A heating pad placed on your lower abdomen or lower back can relax the smooth muscles in and around your urinary tract. This won’t eliminate the urgency entirely, but it can take the edge off the spasms that make you feel like you need to rush to the bathroom every few minutes. A warm bath works similarly. Some people find that shifting positions, such as lying on the side opposite the affected kidney, provides modest relief. The goal is to reduce tension in the muscles surrounding the ureter and bladder.

Hydration: How Much Is Right

Drinking plenty of fluids is essential for pushing the stone through, but there’s a balance. Overloading your bladder when it’s already irritated will make urgency worse in the short term. Current guidelines recommend at least 2.5 liters of fluid per day for stone patients, with some severe cases needing up to 3.5 to 4 liters. The key is spreading your intake evenly throughout the day rather than gulping large amounts at once. Small, steady sips keep urine flowing without overwhelming an already agitated bladder.

Don’t skip fluids before bed, either. Urinary concentration increases overnight, and more concentrated urine can intensify irritation. Having a glass of water at bedtime and sipping if you wake during the night helps keep things diluted. If you find yourself running to the bathroom constantly, slightly reduce your intake per hour rather than cutting back on total daily volume.

Foods and Drinks That Make Urgency Worse

Certain substances irritate the bladder lining on their own, and when you add a stone into the mix, the effect compounds. Caffeine is a major one. It stimulates bladder contractions and acts as a diuretic, which is a double hit when you’re already battling urgency. This includes coffee, tea, energy drinks, and even chocolate. Alcohol is another bladder irritant that’s worth cutting out entirely until the stone passes. Carbonated drinks, citrus juices, and spicy foods can also amplify symptoms for some people.

Switching to plain water, herbal tea (non-caffeinated), or diluted non-citrus juice during a stone episode can meaningfully reduce the intensity of urgency for many people.

Is It the Stone, or an Infection?

Kidney stones and urinary tract infections share several symptoms, including urgency, frequent urination, and cloudy or foul-smelling urine. The distinction matters because an infection alongside a stone is a more serious situation. A few differences can help you tell them apart:

  • Pain location: Stone pain tends to be sharp and concentrated in the back, side, or groin. UTI discomfort usually centers in the lower abdomen near the pubic bone.
  • Pain type: Stones produce stabbing, wave-like pain. UTIs cause more of a burning sensation during urination.
  • Blood in urine: Pink, red, or brown urine is more typical of stones.
  • Fever: A low-grade fever can accompany either, but a fever above 101°F with a known stone is a red flag.

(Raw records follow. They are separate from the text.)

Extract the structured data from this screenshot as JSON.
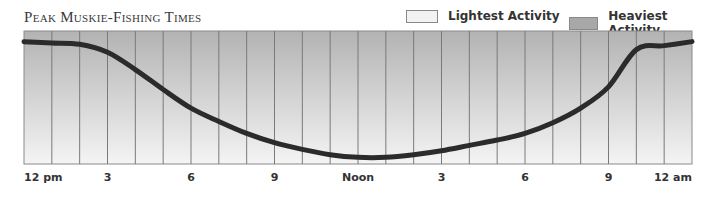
{
  "title": "Peak Muskie-Fishing Times",
  "legend": {
    "light_label": "Lightest Activity",
    "heavy_label": "Heaviest Activity",
    "light_color": "#f2f2f2",
    "heavy_color": "#a8a8a8"
  },
  "colors": {
    "curve": "#2b2b2b",
    "grid": "#7a7a7a",
    "gradient_top": "#b3b3b3",
    "gradient_bottom": "#f4f4f4"
  },
  "x_labels": [
    {
      "label": "12 pm",
      "hour": 0
    },
    {
      "label": "3",
      "hour": 3
    },
    {
      "label": "6",
      "hour": 6
    },
    {
      "label": "9",
      "hour": 9
    },
    {
      "label": "Noon",
      "hour": 12
    },
    {
      "label": "3",
      "hour": 15
    },
    {
      "label": "6",
      "hour": 18
    },
    {
      "label": "9",
      "hour": 21
    },
    {
      "label": "12 am",
      "hour": 24
    }
  ],
  "chart_data": {
    "type": "line",
    "title": "Peak Muskie-Fishing Times",
    "xlabel": "",
    "ylabel": "",
    "x": [
      0,
      1,
      2,
      3,
      4,
      5,
      6,
      7,
      8,
      9,
      10,
      11,
      12,
      13,
      14,
      15,
      16,
      17,
      18,
      19,
      20,
      21,
      22,
      23,
      24
    ],
    "tick_labels": [
      "12 pm",
      "3",
      "6",
      "9",
      "Noon",
      "3",
      "6",
      "9",
      "12 am"
    ],
    "tick_positions": [
      0,
      3,
      6,
      9,
      12,
      15,
      18,
      21,
      24
    ],
    "series": [
      {
        "name": "Fishing activity (0 = lightest, 100 = heaviest)",
        "values": [
          92,
          91,
          90,
          84,
          71,
          56,
          42,
          32,
          23,
          16,
          11,
          7,
          5,
          5,
          7,
          10,
          14,
          18,
          23,
          31,
          42,
          58,
          86,
          89,
          92
        ]
      }
    ],
    "ylim": [
      0,
      100
    ],
    "grid": "vertical lines every hour",
    "legend": [
      "Lightest Activity",
      "Heaviest Activity"
    ],
    "legend_position": "top-right",
    "background": "vertical gradient from heavy (top, dark gray) to light (bottom, near white)"
  }
}
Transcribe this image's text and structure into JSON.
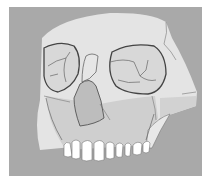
{
  "image": {
    "subject": "skull illustration",
    "description": "Frontal view of a partially reconstructed human skull with orbits, nasal aperture and upper teeth",
    "colors": {
      "background": "#a9a9a9",
      "bone_light": "#e6e6e6",
      "bone_mid": "#cfcfcf",
      "bone_dark": "#bdbdbd",
      "orbit": "#d6d6d6",
      "outline": "#555555",
      "teeth": "#ffffff"
    },
    "teeth_count": 10
  }
}
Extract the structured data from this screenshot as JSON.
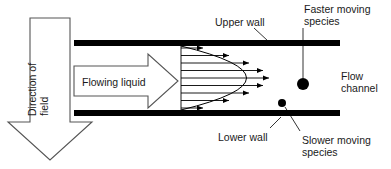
{
  "figure": {
    "width": 391,
    "height": 169,
    "background": "#ffffff",
    "ink_color": "#000000",
    "text_color": "#1a1a1a",
    "outline_color": "#555555"
  },
  "labels": {
    "upper_wall": "Upper wall",
    "lower_wall": "Lower wall",
    "faster_species": "Faster moving\nspecies",
    "slower_species": "Slower moving\nspecies",
    "flow_channel": "Flow\nchannel",
    "flowing_liquid": "Flowing liquid",
    "direction_of_field": "Direction of\nfield"
  },
  "diagram": {
    "walls": {
      "upper": {
        "x": 74,
        "y": 40,
        "width": 266,
        "height": 6,
        "color": "#000000"
      },
      "lower": {
        "x": 74,
        "y": 110,
        "width": 266,
        "height": 6,
        "color": "#000000"
      }
    },
    "field_arrow": {
      "description": "large hollow downward block arrow at left",
      "shaft_left": 30,
      "shaft_right": 70,
      "shaft_top": 18,
      "head_top": 122,
      "head_left": 8,
      "head_right": 92,
      "tip_y": 160,
      "fill": "#ffffff",
      "stroke": "#555555"
    },
    "flow_arrow": {
      "description": "hollow right-pointing block arrow labelled Flowing liquid",
      "body_left": 74,
      "body_right": 148,
      "body_top": 66,
      "body_bottom": 96,
      "head_top": 54,
      "head_bottom": 108,
      "tip_x": 178,
      "fill": "#ffffff",
      "stroke": "#555555"
    },
    "velocity_profile": {
      "description": "parabolic laminar flow velocity profile drawn as horizontal arrows",
      "base_x": 181,
      "arrow_count": 9,
      "arrow_tip_lengths": [
        22,
        48,
        68,
        82,
        88,
        82,
        68,
        48,
        22
      ],
      "arrow_y": [
        48,
        55.5,
        63,
        70.5,
        78,
        85.5,
        93,
        100.5,
        108
      ],
      "parabola_vertex_x": 269,
      "parabola_vertex_y": 78,
      "color": "#000000"
    },
    "particles": [
      {
        "name": "faster-moving-species",
        "cx": 303,
        "cy": 84,
        "r": 6.0,
        "color": "#000000"
      },
      {
        "name": "slower-moving-species",
        "cx": 282,
        "cy": 103,
        "r": 4.0,
        "color": "#000000"
      }
    ],
    "leader_lines": [
      {
        "name": "upper-wall-leader",
        "x1": 254,
        "y1": 28,
        "x2": 268,
        "y2": 41
      },
      {
        "name": "faster-species-leader",
        "x1": 303,
        "y1": 28,
        "x2": 303,
        "y2": 78
      },
      {
        "name": "lower-wall-leader",
        "x1": 270,
        "y1": 128,
        "x2": 281,
        "y2": 117
      },
      {
        "name": "slower-species-leader",
        "x1": 300,
        "y1": 131,
        "x2": 285,
        "y2": 107
      }
    ]
  }
}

Stones can also cause a UTI by blocking urine flow, creating a breeding ground for bacteria. If you develop fever, chills, or feel generally unwell during a stone episode, that combination raises concern for an infection behind an obstruction. This is a situation that needs prompt medical attention because antibiotics alone can’t treat an infection when urine is trapped behind a stone. Low blood pressure, high heart rate, or worsening fever with a known stone all warrant an emergency visit, as these can signal a rapidly progressing infection.

What to Expect as the Stone Moves

The urgency typically peaks when the stone is sitting at or near the bladder entrance. Once it drops into the bladder itself, most people feel a wave of relief. Pain often decreases dramatically, and the constant urge to urinate eases. From the bladder, the stone still needs to exit through the urethra, but this final stretch is usually shorter and less painful because the urethra is wider than the ureter.

Most stones under 5 millimeters pass on their own within one to two weeks. Larger stones can take longer or may need medical intervention. During the waiting period, straining your urine through a fine mesh or coffee filter helps you catch the stone when it passes, which your doctor can then analyze to prevent future stones. The urgency you’re feeling now is temporary, and for most people it resolves completely once the stone is out.